Biography
Last Updated on May 8, 2015, by eNotes Editorial. Word Count: 618
Isaac Rosenberg was the son of Barnett Rosenberg and Hacha Davidov. His father was a Lithuanian Jew whose impoverished family had emigrated from Russia to Bristol, England, shortly before Rosenberg’s birth. Soon after, they moved to the East End of London, which was then the center of the Jewish immigrant community, a community that existed as a tightly knit group until the 1960’s and from which emerged such Jewish writers as the dramatists Bernard Kops and Arnold Wesker.
His father opened his own butcher shop; when that failed, he became an itinerant peddler. The family lived in constant poverty, but it was cohesive, and Isaac Rosenberg grew up in a religious atmosphere. After an elementary school education, Rosenberg showed some artistic promise, and in 1907, he began attending evening classes at Birkbeck College, an affiliated college of the University of London, set up especially to help poor students. In 1908, he won the Mason Prize for his nude studies as well as several other awards. To earn a living, he became apprenticed to an engraver.
A few people noticed Rosenberg’s talent and sponsored him at the Slade, London’s most prestigious art school, which he entered in 1911. There he was influenced by such British artists as the Pre-Raphaelites, particularly Dante Gabriel Rossetti, and also by William Blake and the modernist Roger Fry. While continuing to study at the Slade, he struck out as an artist, setting up a studio in 1912 in Hampstead Road. He had also been writing poetry and sent some of it to Laurence Binyon, an established Georgian poet who worked at the British Museum, and some to the English Review. He received encouragement from both the poet and the journal, and he decided to publish these poems at his own expense in a twenty-four-page pamphlet.
The next year, he met Edward Marsh, editor of Georgian Poetry and an influential literary figure in London. Marsh purchased some of his paintings and encouraged him to go on writing, introducing him to other poets such as the modernists T. E. Hulme and Ezra Pound. Rosenberg was still undecided as to whether he was better as a painter or as a poet.
At this point, Rosenberg’s health deteriorated, and he sailed to South Africa to stay with one of his sisters. He remained there during 1914, returning to England in March, 1915. Marsh bought three more of his paintings, and Rosenberg published another volume of verse, again at his own expense. However, with the war on, the literary and artistic scene in London had broken up, and there were no immediate prospects or contacts for him. In the light of this, he decided, reluctantly, to enlist, though feeling no particular patriotism.
He was not in good health, rather underweight and undersized. Nevertheless, he was accepted by the army, joining the “Bantams” of the 12th Suffolk Regiment, later transferring to the King’s Own Royal Lancasters. After initial training, he was dispatched to the Somme battle area of northern France in June, 1916. During this time, he wrote a play, Moses, and then several other dramatic pieces based loosely on Jewish mythology.
He continued to write poetry, now influenced by his experience of war. By 1916, there were few illusions left about the nature of modern warfare. Rosenberg was able to embrace what he saw and sought some positive response to it. Apart from ten days of leave in September, 1917, and a few short spells in the hospital, he served continuously on or just behind the front lines until his death. He was killed shortly before the end of the war while riding dispatches at night. His body was never recovered. His war poems were first collected and published in 1922 by Gordon Bottomley.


* _WHAT IS REQUIRED_
Below are some records; output exactly the lines from the line with "You are a GUI" to the line with "The width and height of the screenshot is (1317, 750).", both ends kept, and nothing more.

* _Stored records_
= = = = =
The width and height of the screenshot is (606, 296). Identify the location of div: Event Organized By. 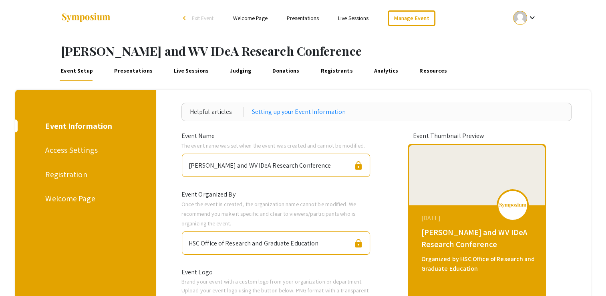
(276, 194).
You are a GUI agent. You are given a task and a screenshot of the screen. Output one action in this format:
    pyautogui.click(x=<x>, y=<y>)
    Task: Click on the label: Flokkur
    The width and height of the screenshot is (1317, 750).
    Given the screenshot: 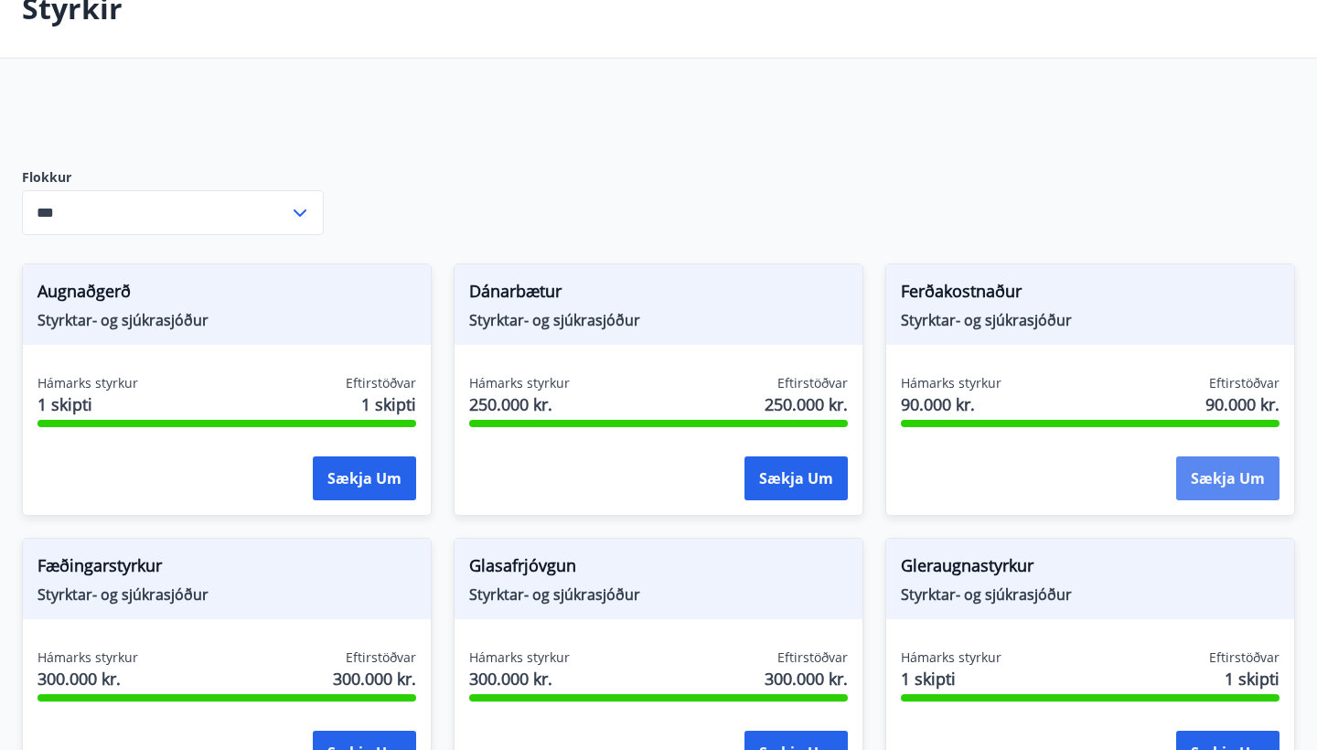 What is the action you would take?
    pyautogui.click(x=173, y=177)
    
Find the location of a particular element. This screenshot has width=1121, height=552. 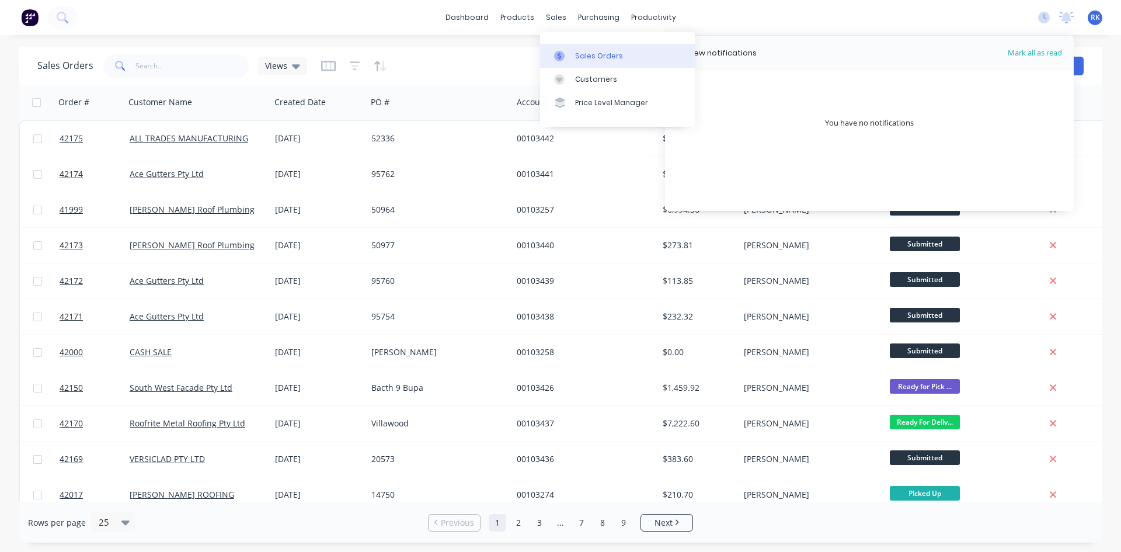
= = = = =
* _EXERCISE RESULT_
You are a GUI agent. You are given a task and a screenshot of the screen. Output one action in this format:
    pyautogui.click(x=<x>, y=<y>)
    Task: Click on the label: Flokkur
    The width and height of the screenshot is (1317, 750).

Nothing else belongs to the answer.